Masteroid has a growing amount of UI: faction dialogs, station menus, health bars, energy bars, menu screens. In this post, I explore how Masteroid content works and how I am planning and extending the UI to build better content faster!
I use a tool called Gum to create UI. Gum is a platform-agnostic visual editor that allows flexible and powerful UI layouts. Gum was created by Vic Chelaru, who also created the FlatRedBall game engine and happens to be a very good friend of mine. Gum allows me to quickly build UI components and then combine them into more complex components to create very rich UI. Note that while Gum is platform-agnostic, I believe only FlatRedBall has publicly-available plugins to render Gum in game. However, the Gum framework has been used to create the UI for Tetris Blitz (EA) and Champions of Anteria (Ubisoft) so it’s a proven tool on
One of the things I’m already working on for v0.5 of Masteroid (v0.4 releases on Friday 10/27/17!) is major tool enhancements. Sectors, weapons, ships, factions and more are all “data-driven” in Masteroid. That means that most of the content of the game is defined as a collection of data (in JSON format to be specific) and is read into the game at runtime. This means that I can create an entirely new sector and serve it up to gamers by updating the gamedata on the server without players having to download a new update.
So why haven’t I created way more ships, weapons and sectors? Well, the cop-out answer is that “balancing the game is hard” and “more content makes it harder to get player progression just right”. But the real truth is simply that my tools suck. I have a very crude ship editor tool that lets me define collision and engines for ships but I have to manually type and format JSON data for all of the other properties. I also have a sector editing tool, which looks pretty but is actually buggy and also requires a bunch of copy/pasting and other manual text editing to get a designed sector into game data. And I have NO tools for weapons. Weapons are created by manually editing yet another JSON file, setting color values by channel, etc. I did this intentionally!
This JSON data stuff isn’t necessarily a bad thing. I built a scalable, data-driven platform that empowers me to create and deploy new content in realtime! Very few indie games have something like that. But, I didn’t build the tools to facilitate the easy creation of that content. That time has come!
The first thing I try to do when planning any application is think about the user experience flow: how does a user navigate between screens and how are those screens organized in relation to one-another? After I plan that out, I try to wireframe the tools and components I need to build. So I went through the data model for a sector and thought about how I could create UI to populate every value in the model. Here’s the paper mock:
In Gum I had already built a slider control, a list box, buttons and lots of other components. I created a new “Color Picker” component that’s a group of three sliders representing RGB values. I also created a placeholder component for a text input box. That’s a component I haven’t created yet because Vic is working on adding that as a base component type to the FlatRedBall Gum implementation! After I had wireframed it out on paper, I created the new Sector Editor Menu component in Gum:
In the image above you’ll notice that the faction selector listbox is just a text field. I decided that would be WAY easier to implement at a very tiny cost to the artist* (they have to know the faction names and spell them right). You’ll also know that the UI extends below the black background. That’s because I have my screen size set to 800×800 in Gum. This forces me to think about UI that doesn’t fit. In this case, the menu will probably have to scroll vertically in case the artist* is working on a laptop or other smaller screen.
So the UI is created. The next step is to bind up events and properties to the actual game and do testing. A lot of the next version of the game is about doing this exact process to create robust tools. I have actually already created a variety of new ship and weapon sprites. The only reason gamers can’t enjoy them yet is because getting them into data is a pain. As soon as I get this fixed, the game will get a lot more expansive with a lot more progression options!
One final note about Gum: all of my complex UI is assembled from a couple of simple base objects: list boxes, buttons, checkboxes, sliders and line items. Right now all of those components are created from simple colored rectangles. This allows me to lay out UI and rapidly iterate on functionality without a lot of pixel redesign. Once the functionality of the UI is fairly stable, I’ll actually redesign the look and feel in Photoshop. The cool thing is that it should be pretty quick to swap colored rectangles with sprites and “skin” the UI to better fit the game!
* I refer to the “artist” as if they are a separate person because in a lot of games they are. But I do almost everything in Masteroid so the artist is just me!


= Action item =
All of the data that follows is to be printed exactly, without pictures.
++++ Exercise materials
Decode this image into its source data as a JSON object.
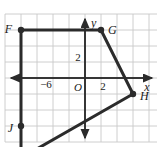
{
  "figure": {
    "type": "coordinate-grid-polygon",
    "colors": {
      "grid": "#c8c8c8",
      "axis": "#2b2b2b",
      "polygon": "#2b2b2b",
      "background": "#ffffff",
      "text": "#1a1a1a"
    },
    "grid": {
      "cell_size_px": 16,
      "origin_px": {
        "x": 85,
        "y": 78
      },
      "x_min": -5,
      "x_max": 4,
      "y_min": -5,
      "y_max": 4,
      "visible": true
    },
    "axes": {
      "x": {
        "label": "x",
        "arrow_both_ends": true
      },
      "y": {
        "label": "y",
        "arrow_both_ends": true
      },
      "origin_label": "O"
    },
    "tick_labels": [
      {
        "name": "x-tick-negative-six",
        "text": "−6",
        "x_px": 46,
        "y_px": 84
      },
      {
        "name": "x-tick-two",
        "text": "2",
        "x_px": 103,
        "y_px": 84
      },
      {
        "name": "y-tick-two",
        "text": "2",
        "x_px": 78,
        "y_px": 59
      }
    ],
    "polygon": {
      "name": "quadrilateral-FGHJ",
      "closed": true,
      "vertices": [
        {
          "label": "F",
          "x": -4,
          "y": 3,
          "label_side": "left"
        },
        {
          "label": "G",
          "x": 1,
          "y": 3,
          "label_side": "right"
        },
        {
          "label": "H",
          "x": 3,
          "y": -1,
          "label_side": "right"
        },
        {
          "label": "J",
          "x": -4,
          "y": -5,
          "label_side": "left"
        }
      ]
    }
  }
}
++++++++
= Response for this exercise =
Decode this image into its source data as a JSON object.
{
  "figure": {
    "type": "coordinate-grid-polygon",
    "colors": {
      "grid": "#c8c8c8",
      "axis": "#2b2b2b",
      "polygon": "#2b2b2b",
      "background": "#ffffff",
      "text": "#1a1a1a"
    },
    "grid": {
      "cell_size_px": 16,
      "origin_px": {
        "x": 85,
        "y": 78
      },
      "x_min": -5,
      "x_max": 4,
      "y_min": -5,
      "y_max": 4,
      "visible": true
    },
    "axes": {
      "x": {
        "label": "x",
        "arrow_both_ends": true
      },
      "y": {
        "label": "y",
        "arrow_both_ends": true
      },
      "origin_label": "O"
    },
    "tick_labels": [
      {
        "name": "x-tick-negative-six",
        "text": "−6",
        "x_px": 46,
        "y_px": 84
      },
      {
        "name": "x-tick-two",
        "text": "2",
        "x_px": 103,
        "y_px": 84
      },
      {
        "name": "y-tick-two",
        "text": "2",
        "x_px": 78,
        "y_px": 59
      }
    ],
    "polygon": {
      "name": "quadrilateral-FGHJ",
      "closed": true,
      "vertices": [
        {
          "label": "F",
          "x": -4,
          "y": 3,
          "label_side": "left"
        },
        {
          "label": "G",
          "x": 1,
          "y": 3,
          "label_side": "right"
        },
        {
          "label": "H",
          "x": 3,
          "y": -1,
          "label_side": "right"
        },
        {
          "label": "J",
          "x": -4,
          "y": -5,
          "label_side": "left"
        }
      ]
    }
  }
}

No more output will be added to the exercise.